As is seen in the above-quoted passage, although the relationship between Romeo and Juliet may be destroyed by other plot and psychological factors, such as the unnecessary difficulties posed by the rivalries between the young people's families, Juliet's language suggests that there are potential problems are inherent to the romance, outside of such factors. She says that their love is "too rash, too unadvised, too sudden;/Too like the lightning, which doth cease to be/Ere one can say 'It lightens.'" (II.2) In other words, it is a lightening-quick romance, formed at first sight, without the two individuals getting to know one another first, or of being introduced by their parents.
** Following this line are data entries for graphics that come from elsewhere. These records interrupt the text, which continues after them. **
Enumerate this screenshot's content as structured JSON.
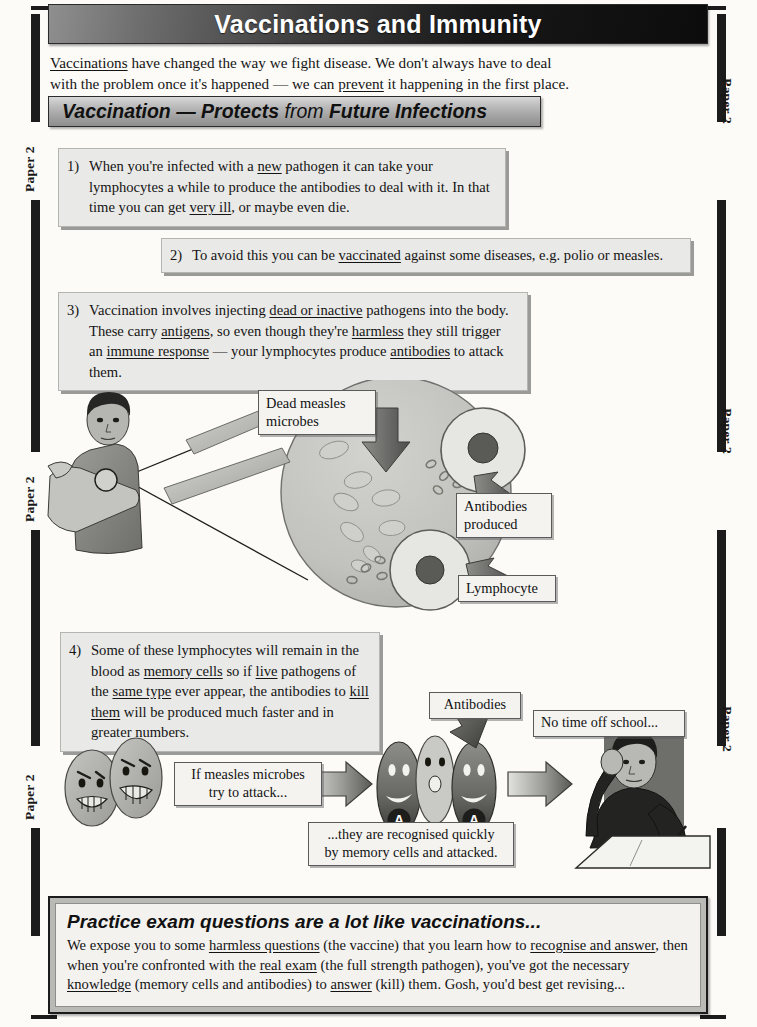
{
  "page": {
    "margin_label": "Paper 2",
    "margin_label_count": 6
  },
  "header": {
    "title": "Vaccinations and Immunity"
  },
  "intro": {
    "line1_a": "Vaccinations",
    "line1_b": " have changed the way we fight disease.  We don't always have to deal",
    "line2_a": "with the problem once it's happened — we can ",
    "line2_b": "prevent",
    "line2_c": " it happening in the first place."
  },
  "section": {
    "title_part1": "Vaccination",
    "title_dash": " — ",
    "title_part2": "Protects",
    "title_part3": " from ",
    "title_part4": "Future Infections"
  },
  "points": [
    {
      "number": "1)",
      "seg": [
        {
          "t": "When you're infected with a ",
          "u": false
        },
        {
          "t": "new",
          "u": true
        },
        {
          "t": " pathogen it can take your lymphocytes a while to produce the antibodies to deal with it. In that time you can get ",
          "u": false
        },
        {
          "t": "very ill",
          "u": true
        },
        {
          "t": ", or maybe even die.",
          "u": false
        }
      ]
    },
    {
      "number": "2)",
      "seg": [
        {
          "t": "To avoid this you can be ",
          "u": false
        },
        {
          "t": "vaccinated",
          "u": true
        },
        {
          "t": " against some diseases, e.g. polio or measles.",
          "u": false
        }
      ]
    },
    {
      "number": "3)",
      "seg": [
        {
          "t": "Vaccination involves injecting ",
          "u": false
        },
        {
          "t": "dead or inactive",
          "u": true
        },
        {
          "t": " pathogens into the body.  These carry ",
          "u": false
        },
        {
          "t": "antigens",
          "u": true
        },
        {
          "t": ", so even though they're ",
          "u": false
        },
        {
          "t": "harmless",
          "u": true
        },
        {
          "t": " they still trigger an ",
          "u": false
        },
        {
          "t": "immune response",
          "u": true
        },
        {
          "t": " — your lymphocytes produce ",
          "u": false
        },
        {
          "t": "antibodies",
          "u": true
        },
        {
          "t": " to attack them.",
          "u": false
        }
      ]
    },
    {
      "number": "4)",
      "seg": [
        {
          "t": "Some of these lymphocytes will remain in the blood as ",
          "u": false
        },
        {
          "t": "memory cells",
          "u": true
        },
        {
          "t": " so if ",
          "u": false
        },
        {
          "t": "live",
          "u": true
        },
        {
          "t": " pathogens of the ",
          "u": false
        },
        {
          "t": "same type",
          "u": true
        },
        {
          "t": " ever appear, the antibodies to ",
          "u": false
        },
        {
          "t": "kill them",
          "u": true
        },
        {
          "t": " will be produced much faster and in greater numbers.",
          "u": false
        }
      ]
    }
  ],
  "diagram1": {
    "label_dead_microbes_line1": "Dead measles",
    "label_dead_microbes_line2": "microbes",
    "label_antibodies_line1": "Antibodies",
    "label_antibodies_line2": "produced",
    "label_lymphocyte": "Lymphocyte"
  },
  "diagram2": {
    "caption_attack_line1": "If measles microbes",
    "caption_attack_line2": "try to attack...",
    "label_antibodies": "Antibodies",
    "caption_recognised_line1": "...they are recognised quickly",
    "caption_recognised_line2": "by memory cells and attacked.",
    "label_school": "No time off school...",
    "antibody_letter": "A"
  },
  "practice": {
    "title": "Practice exam questions are a lot like vaccinations...",
    "seg": [
      {
        "t": "We expose you to some ",
        "u": false
      },
      {
        "t": "harmless questions",
        "u": true
      },
      {
        "t": " (the vaccine) that you learn how to ",
        "u": false
      },
      {
        "t": "recognise and answer",
        "u": true
      },
      {
        "t": ", then when you're confronted with the ",
        "u": false
      },
      {
        "t": "real exam",
        "u": true
      },
      {
        "t": " (the full strength pathogen), you've got the necessary ",
        "u": false
      },
      {
        "t": "knowledge",
        "u": true
      },
      {
        "t": " (memory cells and antibodies) to ",
        "u": false
      },
      {
        "t": "answer",
        "u": true
      },
      {
        "t": " (kill) them.  Gosh, you'd best get revising...",
        "u": false
      }
    ]
  },
  "colors": {
    "ink": "#141414",
    "banner_dark": "#0c0c0c",
    "banner_grey": "#8f8f8f",
    "box_fill": "#e9e9e7",
    "cell_fill": "#b9b9b6"
  }
}
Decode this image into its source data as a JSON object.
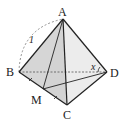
{
  "diagram": {
    "type": "tetrahedron",
    "vertices": {
      "A": {
        "label": "A",
        "x": 63,
        "y": 19
      },
      "B": {
        "label": "B",
        "x": 19,
        "y": 72
      },
      "C": {
        "label": "C",
        "x": 67,
        "y": 105
      },
      "D": {
        "label": "D",
        "x": 107,
        "y": 72
      },
      "M": {
        "label": "M",
        "x": 43,
        "y": 89
      }
    },
    "edge_label_AB": "1",
    "angle_label": "x",
    "hidden_edge": "BD",
    "segments": [
      "AB",
      "AC",
      "AD",
      "BC",
      "CD",
      "AM",
      "MD"
    ],
    "tick_marks": [
      "BM",
      "MC"
    ],
    "colors": {
      "face_fill": "#d9d9d9",
      "face_fill_light": "#ebebeb",
      "edge": "#222222",
      "hidden_edge": "#555555",
      "arc": "#777777"
    }
  }
}
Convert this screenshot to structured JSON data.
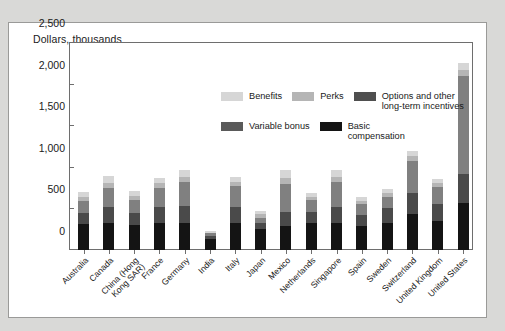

Rather than formed in the day, the implication is of Juliet's metaphor is that the romance came in the darkness, illuminated by the dangerous light of lightening, rather than the more stable light of the sun. One cannot really see clearly in a night lit by lightening. Juliet notes that as soon as one says that the lightening has provided a bit of light by which to see clearly, the light is gone. Thus, we are told, will be the light giving love of the two lovers -- it will be nothing like the love of the day, of sunlight. Again, this underlines the theme that is a love of quick light, like the stars, and love of the night, like the stars or a lightening storm, not of a nourishing, life-generating light.

Juliet's sense of foreboding is so strong, she admits she does not even delight in the verbal contract or betrothal of the two lovers that night, although she delights in Romeo's nearby presence. Because their love is forbidden, even the contract must be formed by night, in secret. The stress upon "good night" expresses gratefulness for night's ability to give her love, and of how the night alters the appearance of Romeo, giving him cover in her family's orchard. Still, it also suggests that night is, unlike the love of the day, the star-crossed romance of Juliet and Romeo exists outside of the day-by-day social institutions that can provide a stable framework for a permanent romantic alliance.

Juliet briefly compares their love to a flower as well, first budding then in bloom. It will become fully open when the two of them next meet. The sexual implications are clear -- these two young buds will be ripened and mature and ready for marriage and physical enjoyment, when they meet next. But the quick, verbal bud to flower progression also suggests the theme of a star-crossed, hasty speed once again, a kind of speeded-up film of romance, to use an anachronistic metaphor borrowed from time-stop film frequently employed in documentaries about flowers coming to maturity.